Which of the following statements about latent heat for a given substa

Which of the following statements about latent heat for a given substance is/are correct ?

  • 1. It is fixed at a given temperature.
  • 2. It depends upon the temperature and volume.
  • 3. It is independent of temperature and volume.
  • 4. It depends on the temperature but independent of volume.

Select the correct answer using the code given below :

2
1 and 3
4 only
1 and 4
This question was previously asked in
UPSC NDA-1 – 2018
Statement 1 is correct: For a specific substance at a given pressure, the latent heat associated with a phase transition (like melting or boiling) is fixed at the transition temperature. Statement 4 is also considered correct in the context that the value of latent heat is characteristic of the specific transition temperature, though the phrasing “depends on the temperature” can be ambiguous.
– Latent heat is the energy absorbed or released during a phase change at constant temperature and pressure.
– Statement 1 accurately reflects that for a specific phase transition at standard conditions, the latent heat value is constant at the transition temperature.
– While the phase change occurs *at* a constant temperature, the *value* of the latent heat can technically vary with the pressure, which in turn affects the transition temperature. Statement 4 might be interpreting “depends on the temperature” as being specific to the transition temperature value, and “independent of volume” in the sense that the volume of the substance isn’t a variable determining the latent heat value itself, unlike say, specific heat capacity which can be defined at constant volume.
Statement 2 is incorrect as volume is not a primary variable defining latent heat. Statement 3 is incorrect as latent heat is fundamentally linked to the transition temperature. Given the options, 1 and 4 are the most plausible correct statements, despite the awkward phrasing of 4. This suggests that the question setter considered both 1 and 4 as correct representations, with 4 perhaps indicating dependence on the *specific transition temperature*.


(Exercise requirements) Exactly as they stand, copy the lines from the one containing "Locate <item>tree</item> on screen." to the final line of the data; leave out the pictures.

----

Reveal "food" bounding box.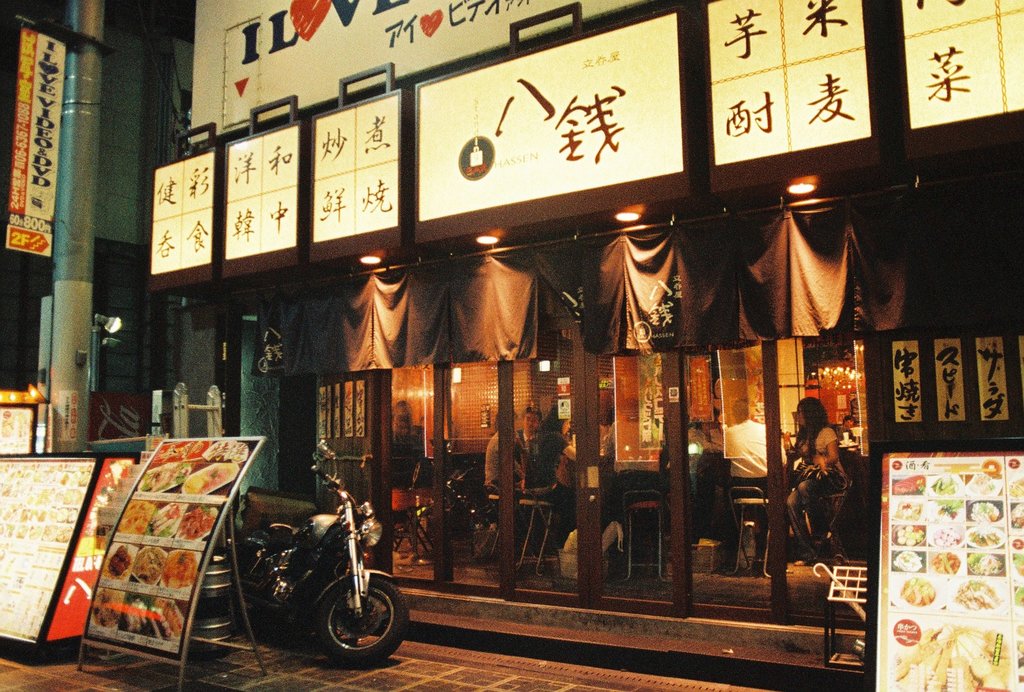
Revealed: 970, 554, 998, 573.
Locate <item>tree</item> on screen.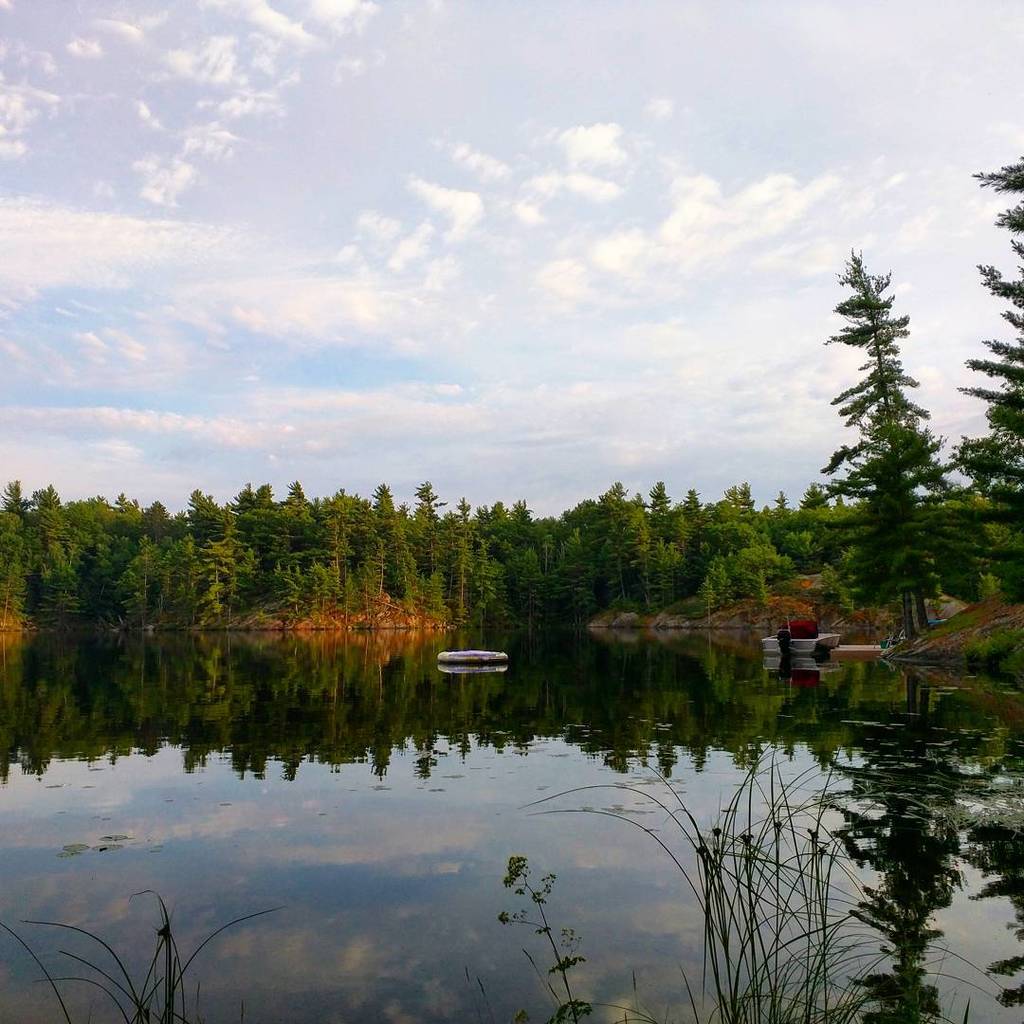
On screen at pyautogui.locateOnScreen(942, 149, 1023, 610).
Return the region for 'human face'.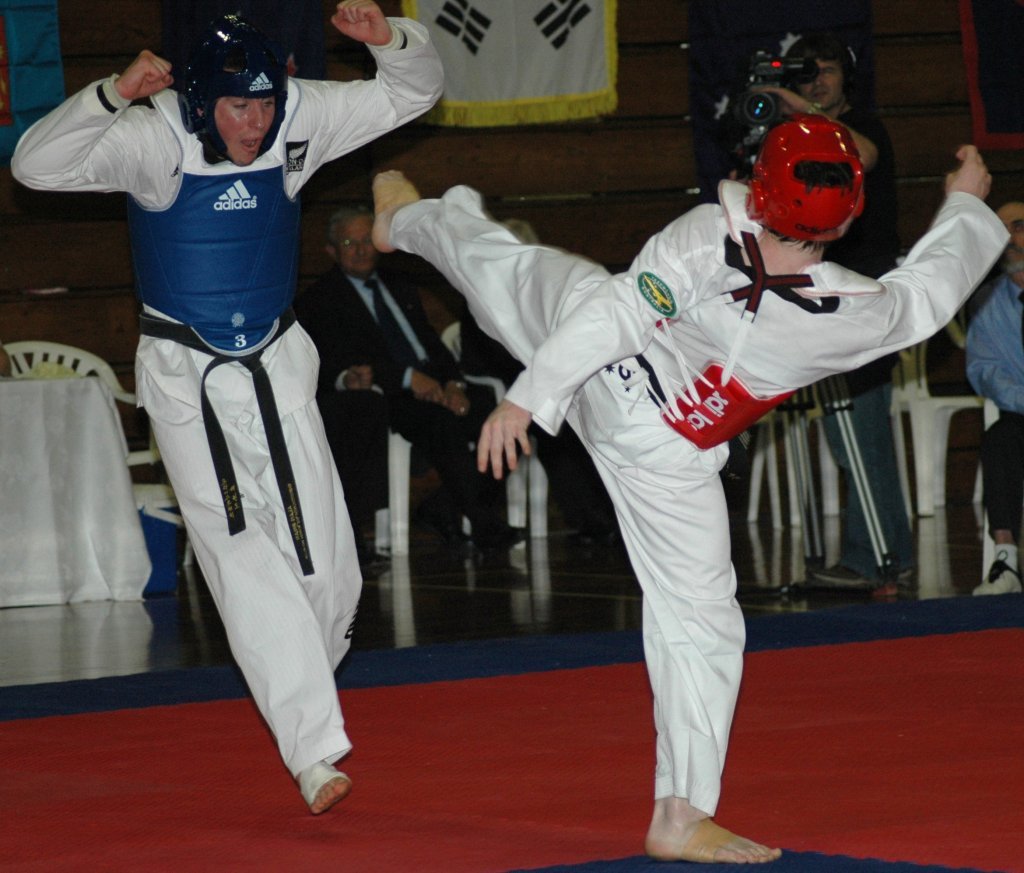
box(335, 219, 379, 274).
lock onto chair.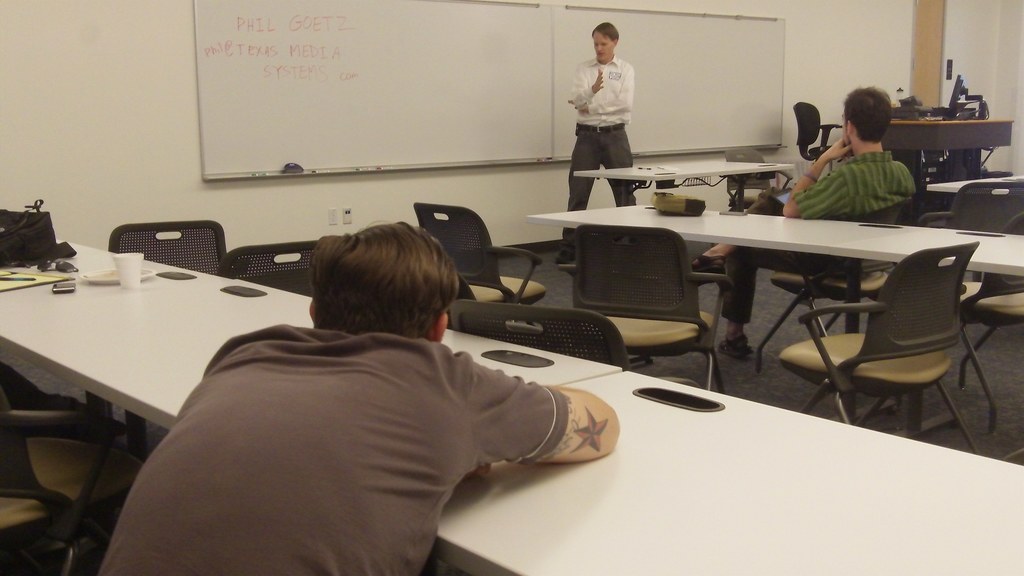
Locked: crop(755, 193, 911, 380).
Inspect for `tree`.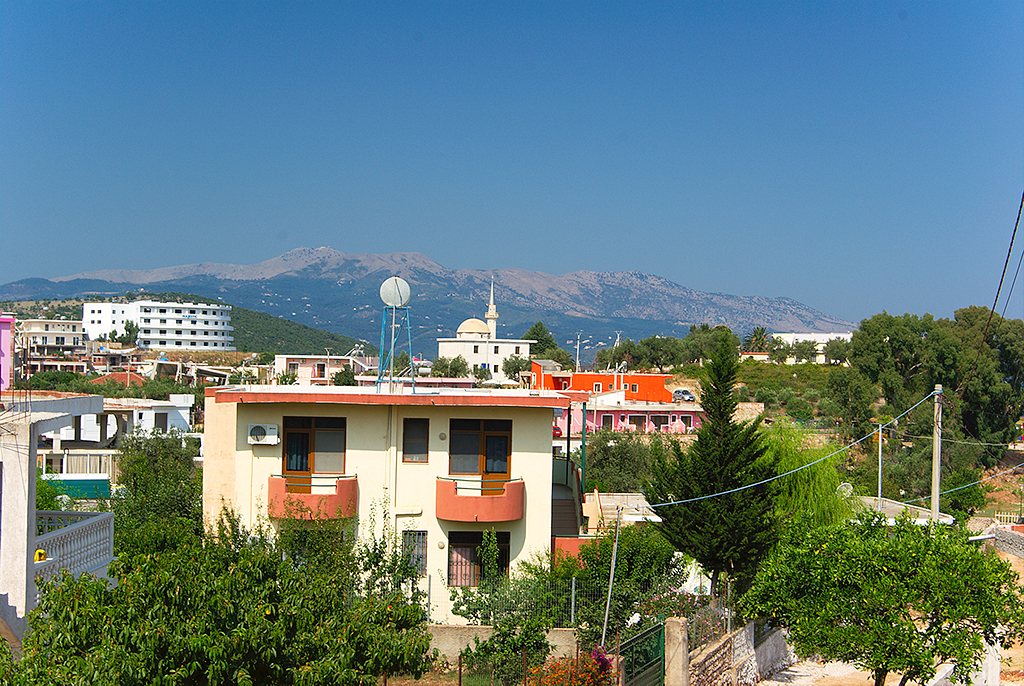
Inspection: [left=0, top=508, right=427, bottom=685].
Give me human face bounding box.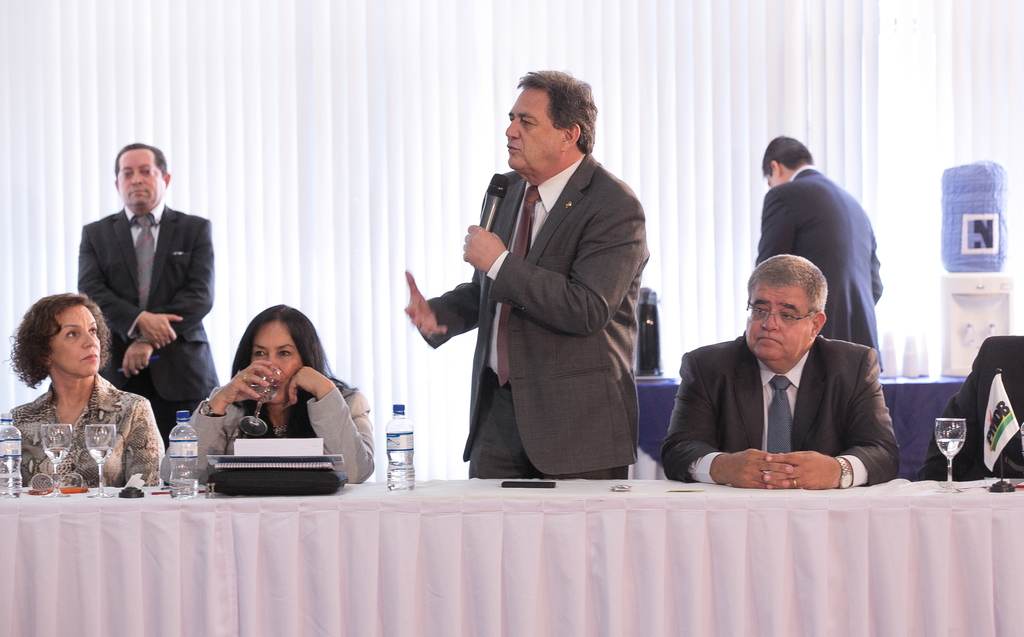
select_region(49, 302, 102, 376).
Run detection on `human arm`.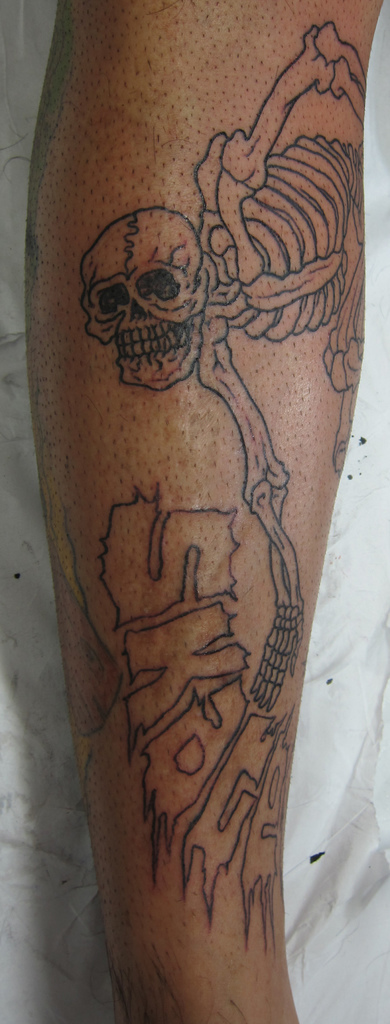
Result: 17 0 380 1023.
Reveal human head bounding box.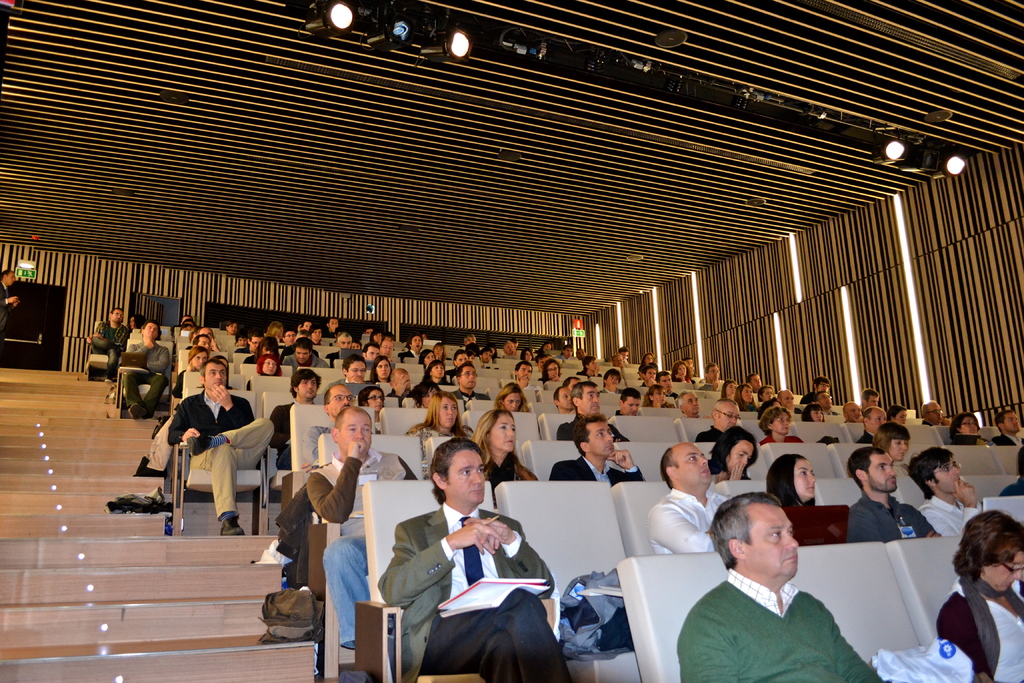
Revealed: [x1=874, y1=421, x2=913, y2=462].
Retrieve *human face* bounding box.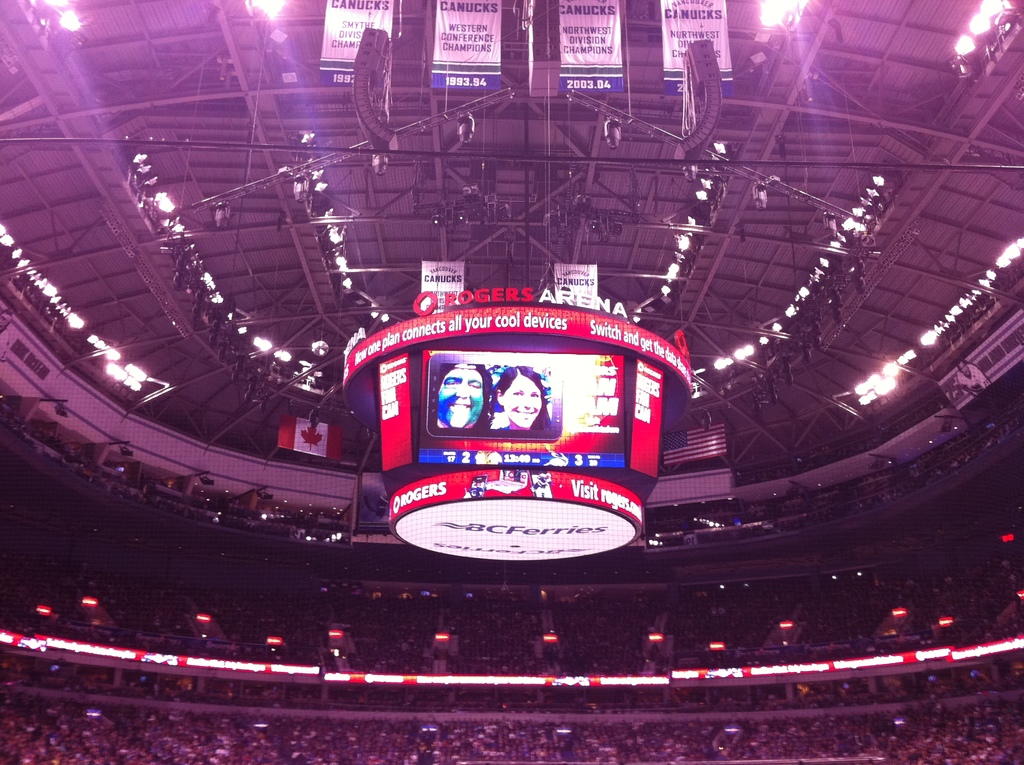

----

(Task solution)
Locate <item>tree</item> on screen.
On screen at pyautogui.locateOnScreen(942, 149, 1023, 610).
Return the region for 'human face'.
box(335, 219, 379, 274).
lock onto chair.
Locked: crop(755, 193, 911, 380).
Inspect for `tree`.
Inspection: [left=0, top=508, right=427, bottom=685].
Give me human face bounding box.
select_region(49, 302, 102, 376).
Run detection on `human arm`.
Result: 17 0 380 1023.
Reveal human head bounding box.
Revealed: [x1=874, y1=421, x2=913, y2=462].
Retrieve *human face* bounding box.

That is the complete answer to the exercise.